Here’s a nice review of Playtime written by Neil Thrun for The Kansas City Star. Originally published 1/9/2013
“Playtime,” as the name suggests, is an exhibition of very playful artworks. Paintings and sculptures by Dave Rhoads and Matt Jacobs explore different connotations of the word “play” through ideas of sport, children’s games and sex.
Rhoads’ paintings have a central theme of sport and performance, represented by human hands and feet. In paintings such as “Handmade” and “Made from Scratch,” scraps of torn canvas covered in bright colors depict a blocky palm and a fist gripping a flexible drywall knife. In both works, the images relate to the act of their own creation by a human hand with human tools.
A much larger painting, “Samba,” stands in the middle of the gallery. Two canvases attached on their sides by hinges stand at right angles to each other, so that a viewer can stand between the canvases.
A chaotic dance-step of large, bulbous shoes are painted across the surface. The argument is simple: Dancing and painting are quite similar activities; a dancer plays with his or her feet across a floor while a painter plays with paint across a surface.
Matt Jacobs’ sculptures have a different take on play, in terms of child’s play and adult play. Jacob’s sculpture “Thisnthat” is a strange construction of plastic toy buckets, painted wood, nylon string and a boom box playing a short loop of Thurston Harris’ “Little Bitty Pretty One.” The long wooden 2x2s are planted into the toy buckets like flowers, with their stems painted green. Nylon string dangles about, and while the sculpture is well constructed with screws and precise angles, it has the improvised look of something a child might throw together. The clapping and humming of the classic rock n’ roll song add to the playfulness.
The improvised appearance of “Thisnthat” is contrasted by Jacobs’ sculpture “Don’t Worry. I Won’t Hurt You. I Only Want You to Have Some Fun,” a tower of cement cinder blocks, stacked at least 10 feet into the air, with inflatable beach toys stuffed in the blocks. As you walk around the tower, there is a great sense of weight and danger, with the inflated objects acting like sex toys, protruding in and out of the cement holes. As the menacing title suggests, even the appearance of risk creates a more exhilarating kind of playing.
As shown by the artists, the term “play” has many different uses. But whether it’s the play of sports, children or adults, there is still a core idea of play being pleasurable.
“Playtime” is the time of hedonism. Play can be interminable; without any expectations it can go on forever. If the artworks are merely the results of play, they are immediately coherent to any viewer. The artists are simply playing around, and there is nothing important or deep to be grasped. If there is any danger in these artworks, it is in this gross simplification of the concept of art.
It would be a complete exaggeration to write this work off as pure hedonistic decadence; inversely, this work allows us to see the limitations and utility of playfulness.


Each line below with the string "high" should be copied.

##### Information shown #####

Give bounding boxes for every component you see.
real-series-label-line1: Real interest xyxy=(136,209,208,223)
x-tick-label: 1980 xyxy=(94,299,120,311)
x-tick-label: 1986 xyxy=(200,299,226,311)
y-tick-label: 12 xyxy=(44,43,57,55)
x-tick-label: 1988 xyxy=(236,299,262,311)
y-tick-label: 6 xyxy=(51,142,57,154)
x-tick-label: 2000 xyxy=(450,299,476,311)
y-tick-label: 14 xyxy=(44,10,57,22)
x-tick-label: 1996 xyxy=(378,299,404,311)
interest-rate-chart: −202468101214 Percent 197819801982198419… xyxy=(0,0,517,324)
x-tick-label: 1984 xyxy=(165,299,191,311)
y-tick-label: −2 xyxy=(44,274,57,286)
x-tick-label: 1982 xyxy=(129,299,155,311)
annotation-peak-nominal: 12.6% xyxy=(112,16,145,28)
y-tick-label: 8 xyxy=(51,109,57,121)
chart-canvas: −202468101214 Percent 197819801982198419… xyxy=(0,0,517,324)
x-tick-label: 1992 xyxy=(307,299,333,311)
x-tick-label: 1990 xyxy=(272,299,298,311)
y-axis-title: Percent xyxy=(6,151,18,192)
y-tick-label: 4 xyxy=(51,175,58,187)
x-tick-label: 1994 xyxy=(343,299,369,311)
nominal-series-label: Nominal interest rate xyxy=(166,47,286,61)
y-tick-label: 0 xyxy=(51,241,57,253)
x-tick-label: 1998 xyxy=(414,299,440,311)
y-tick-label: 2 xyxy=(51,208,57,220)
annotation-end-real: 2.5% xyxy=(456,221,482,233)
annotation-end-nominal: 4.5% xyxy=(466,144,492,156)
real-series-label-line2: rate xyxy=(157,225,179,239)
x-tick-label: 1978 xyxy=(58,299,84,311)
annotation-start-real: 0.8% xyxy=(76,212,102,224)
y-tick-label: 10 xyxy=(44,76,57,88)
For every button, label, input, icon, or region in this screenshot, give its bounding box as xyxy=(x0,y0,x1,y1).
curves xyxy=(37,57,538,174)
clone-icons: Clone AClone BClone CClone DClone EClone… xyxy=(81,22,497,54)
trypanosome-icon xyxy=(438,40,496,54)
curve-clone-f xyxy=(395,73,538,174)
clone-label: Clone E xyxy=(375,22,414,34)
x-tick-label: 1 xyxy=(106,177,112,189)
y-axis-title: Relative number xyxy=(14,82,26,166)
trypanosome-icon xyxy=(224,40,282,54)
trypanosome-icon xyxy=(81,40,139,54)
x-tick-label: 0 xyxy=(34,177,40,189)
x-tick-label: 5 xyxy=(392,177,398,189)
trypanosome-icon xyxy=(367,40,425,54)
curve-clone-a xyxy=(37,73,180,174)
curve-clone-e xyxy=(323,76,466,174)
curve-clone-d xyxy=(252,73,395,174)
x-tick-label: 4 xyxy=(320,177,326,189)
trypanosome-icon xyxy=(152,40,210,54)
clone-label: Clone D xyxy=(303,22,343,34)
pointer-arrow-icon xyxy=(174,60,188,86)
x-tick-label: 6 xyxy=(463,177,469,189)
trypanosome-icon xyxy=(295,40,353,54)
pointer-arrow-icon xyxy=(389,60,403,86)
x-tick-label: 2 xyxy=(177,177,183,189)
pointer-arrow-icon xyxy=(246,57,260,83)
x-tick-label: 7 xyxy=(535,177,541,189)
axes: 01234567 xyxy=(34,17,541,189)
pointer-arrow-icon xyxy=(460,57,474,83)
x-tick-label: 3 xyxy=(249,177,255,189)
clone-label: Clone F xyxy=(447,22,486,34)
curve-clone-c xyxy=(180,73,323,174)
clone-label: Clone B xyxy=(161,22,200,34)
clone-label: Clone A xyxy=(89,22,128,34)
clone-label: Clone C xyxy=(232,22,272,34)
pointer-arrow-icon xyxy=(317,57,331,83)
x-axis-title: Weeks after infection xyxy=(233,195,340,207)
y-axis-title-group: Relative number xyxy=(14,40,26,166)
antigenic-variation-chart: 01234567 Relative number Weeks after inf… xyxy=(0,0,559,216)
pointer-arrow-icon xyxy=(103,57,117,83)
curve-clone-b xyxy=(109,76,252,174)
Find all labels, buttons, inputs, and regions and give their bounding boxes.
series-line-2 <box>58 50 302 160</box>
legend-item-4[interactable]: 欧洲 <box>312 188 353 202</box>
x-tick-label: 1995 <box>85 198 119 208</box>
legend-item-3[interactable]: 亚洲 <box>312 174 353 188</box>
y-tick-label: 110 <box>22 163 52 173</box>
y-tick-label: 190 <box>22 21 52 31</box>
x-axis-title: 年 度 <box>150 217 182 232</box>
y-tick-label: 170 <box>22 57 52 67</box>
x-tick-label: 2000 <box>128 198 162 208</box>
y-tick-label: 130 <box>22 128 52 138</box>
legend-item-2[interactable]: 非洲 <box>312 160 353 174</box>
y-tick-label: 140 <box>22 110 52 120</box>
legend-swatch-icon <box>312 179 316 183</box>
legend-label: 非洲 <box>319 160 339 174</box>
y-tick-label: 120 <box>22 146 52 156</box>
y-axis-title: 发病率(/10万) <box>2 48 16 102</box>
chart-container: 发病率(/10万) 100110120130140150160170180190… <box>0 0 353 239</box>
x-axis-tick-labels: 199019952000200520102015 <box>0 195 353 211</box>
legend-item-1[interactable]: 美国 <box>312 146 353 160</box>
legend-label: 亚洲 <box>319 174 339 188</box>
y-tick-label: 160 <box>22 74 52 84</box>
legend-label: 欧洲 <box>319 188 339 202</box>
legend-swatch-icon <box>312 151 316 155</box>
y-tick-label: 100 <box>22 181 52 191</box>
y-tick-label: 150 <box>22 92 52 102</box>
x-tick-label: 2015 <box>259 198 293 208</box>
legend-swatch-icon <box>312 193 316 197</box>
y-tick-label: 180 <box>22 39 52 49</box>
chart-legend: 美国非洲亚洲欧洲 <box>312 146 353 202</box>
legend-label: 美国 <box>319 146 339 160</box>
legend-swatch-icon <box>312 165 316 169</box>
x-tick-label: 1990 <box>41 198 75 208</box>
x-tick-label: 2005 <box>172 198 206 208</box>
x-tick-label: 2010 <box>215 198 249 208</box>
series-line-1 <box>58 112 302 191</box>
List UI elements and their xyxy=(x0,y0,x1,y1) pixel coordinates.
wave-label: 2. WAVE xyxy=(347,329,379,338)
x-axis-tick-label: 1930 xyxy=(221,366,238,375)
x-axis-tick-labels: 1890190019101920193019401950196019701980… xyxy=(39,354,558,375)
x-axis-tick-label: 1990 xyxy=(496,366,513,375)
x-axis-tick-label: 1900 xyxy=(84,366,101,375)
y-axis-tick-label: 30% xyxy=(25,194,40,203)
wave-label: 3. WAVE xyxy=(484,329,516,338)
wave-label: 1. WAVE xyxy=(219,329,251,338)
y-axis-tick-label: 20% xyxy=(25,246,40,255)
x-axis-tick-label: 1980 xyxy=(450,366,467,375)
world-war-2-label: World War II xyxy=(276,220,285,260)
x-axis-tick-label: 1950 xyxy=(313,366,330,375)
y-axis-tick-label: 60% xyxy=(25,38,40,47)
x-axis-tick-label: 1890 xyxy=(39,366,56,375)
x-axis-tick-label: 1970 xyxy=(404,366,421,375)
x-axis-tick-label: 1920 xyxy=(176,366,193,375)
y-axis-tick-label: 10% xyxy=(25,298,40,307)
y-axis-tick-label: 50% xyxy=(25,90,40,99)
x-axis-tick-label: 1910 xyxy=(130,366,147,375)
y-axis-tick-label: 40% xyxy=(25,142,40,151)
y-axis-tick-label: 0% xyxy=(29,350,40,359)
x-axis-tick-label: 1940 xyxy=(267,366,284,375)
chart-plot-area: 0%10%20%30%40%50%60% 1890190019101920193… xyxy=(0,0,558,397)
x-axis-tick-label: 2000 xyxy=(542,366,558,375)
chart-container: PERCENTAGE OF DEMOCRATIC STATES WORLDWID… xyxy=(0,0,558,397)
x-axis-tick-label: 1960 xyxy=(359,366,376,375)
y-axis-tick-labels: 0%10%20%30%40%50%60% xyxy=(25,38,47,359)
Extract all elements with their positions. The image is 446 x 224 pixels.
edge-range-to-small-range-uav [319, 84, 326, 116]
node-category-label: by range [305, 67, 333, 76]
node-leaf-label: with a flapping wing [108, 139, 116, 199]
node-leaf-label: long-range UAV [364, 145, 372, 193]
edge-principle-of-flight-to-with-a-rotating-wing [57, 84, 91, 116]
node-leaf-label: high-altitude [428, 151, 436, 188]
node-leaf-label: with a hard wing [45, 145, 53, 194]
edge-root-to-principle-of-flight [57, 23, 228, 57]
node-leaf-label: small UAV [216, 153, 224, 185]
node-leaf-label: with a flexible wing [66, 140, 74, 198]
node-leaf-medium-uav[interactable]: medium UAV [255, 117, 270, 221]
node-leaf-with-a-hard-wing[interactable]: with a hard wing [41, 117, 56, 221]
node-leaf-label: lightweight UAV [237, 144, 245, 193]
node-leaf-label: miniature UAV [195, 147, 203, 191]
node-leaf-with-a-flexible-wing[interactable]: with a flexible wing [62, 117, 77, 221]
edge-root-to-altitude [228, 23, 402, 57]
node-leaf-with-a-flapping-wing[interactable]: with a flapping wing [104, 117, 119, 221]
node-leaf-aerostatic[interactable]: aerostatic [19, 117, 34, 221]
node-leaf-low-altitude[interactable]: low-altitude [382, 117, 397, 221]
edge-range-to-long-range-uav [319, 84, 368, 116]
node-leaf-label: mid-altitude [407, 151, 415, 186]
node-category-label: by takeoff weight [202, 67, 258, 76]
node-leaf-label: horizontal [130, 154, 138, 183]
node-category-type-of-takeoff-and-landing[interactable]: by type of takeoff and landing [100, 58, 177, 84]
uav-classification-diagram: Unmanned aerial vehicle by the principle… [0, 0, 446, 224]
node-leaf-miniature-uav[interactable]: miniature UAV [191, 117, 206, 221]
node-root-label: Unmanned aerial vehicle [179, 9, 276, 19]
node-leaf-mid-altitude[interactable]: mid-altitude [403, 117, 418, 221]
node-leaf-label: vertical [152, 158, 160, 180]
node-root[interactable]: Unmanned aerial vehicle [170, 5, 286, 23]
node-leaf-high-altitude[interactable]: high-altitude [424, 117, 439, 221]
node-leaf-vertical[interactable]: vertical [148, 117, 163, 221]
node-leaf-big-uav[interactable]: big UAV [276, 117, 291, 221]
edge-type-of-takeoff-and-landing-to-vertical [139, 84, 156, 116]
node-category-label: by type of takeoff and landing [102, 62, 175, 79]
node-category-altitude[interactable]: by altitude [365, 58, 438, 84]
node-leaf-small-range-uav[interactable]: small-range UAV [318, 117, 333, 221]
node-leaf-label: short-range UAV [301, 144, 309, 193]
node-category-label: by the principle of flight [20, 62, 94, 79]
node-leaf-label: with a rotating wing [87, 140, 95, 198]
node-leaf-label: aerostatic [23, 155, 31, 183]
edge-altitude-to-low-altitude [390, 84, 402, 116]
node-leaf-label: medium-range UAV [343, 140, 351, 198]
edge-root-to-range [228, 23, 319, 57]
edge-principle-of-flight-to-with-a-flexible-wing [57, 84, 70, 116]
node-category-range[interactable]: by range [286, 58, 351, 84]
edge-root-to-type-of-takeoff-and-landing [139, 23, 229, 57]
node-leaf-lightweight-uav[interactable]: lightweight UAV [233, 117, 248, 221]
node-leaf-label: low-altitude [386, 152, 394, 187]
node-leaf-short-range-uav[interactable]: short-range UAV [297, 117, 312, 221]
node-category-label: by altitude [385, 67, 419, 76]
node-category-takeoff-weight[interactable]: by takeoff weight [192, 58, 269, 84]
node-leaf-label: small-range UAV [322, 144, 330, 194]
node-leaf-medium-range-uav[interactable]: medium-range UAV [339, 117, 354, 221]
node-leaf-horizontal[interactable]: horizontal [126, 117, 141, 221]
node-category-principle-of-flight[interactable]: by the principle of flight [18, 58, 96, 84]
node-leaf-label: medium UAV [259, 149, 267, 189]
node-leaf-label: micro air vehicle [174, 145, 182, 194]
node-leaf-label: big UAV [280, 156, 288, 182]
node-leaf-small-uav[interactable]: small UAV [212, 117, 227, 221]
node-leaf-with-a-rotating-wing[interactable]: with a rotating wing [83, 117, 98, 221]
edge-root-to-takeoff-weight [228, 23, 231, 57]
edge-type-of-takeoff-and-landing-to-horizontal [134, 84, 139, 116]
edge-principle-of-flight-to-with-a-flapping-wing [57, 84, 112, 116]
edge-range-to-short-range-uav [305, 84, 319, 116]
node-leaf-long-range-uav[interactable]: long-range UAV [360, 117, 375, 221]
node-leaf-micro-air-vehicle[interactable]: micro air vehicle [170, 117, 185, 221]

#####

Answer ::
node-leaf-label: high-altitude [428, 151, 436, 188]
node-leaf-high-altitude[interactable]: high-altitude [424, 117, 439, 221]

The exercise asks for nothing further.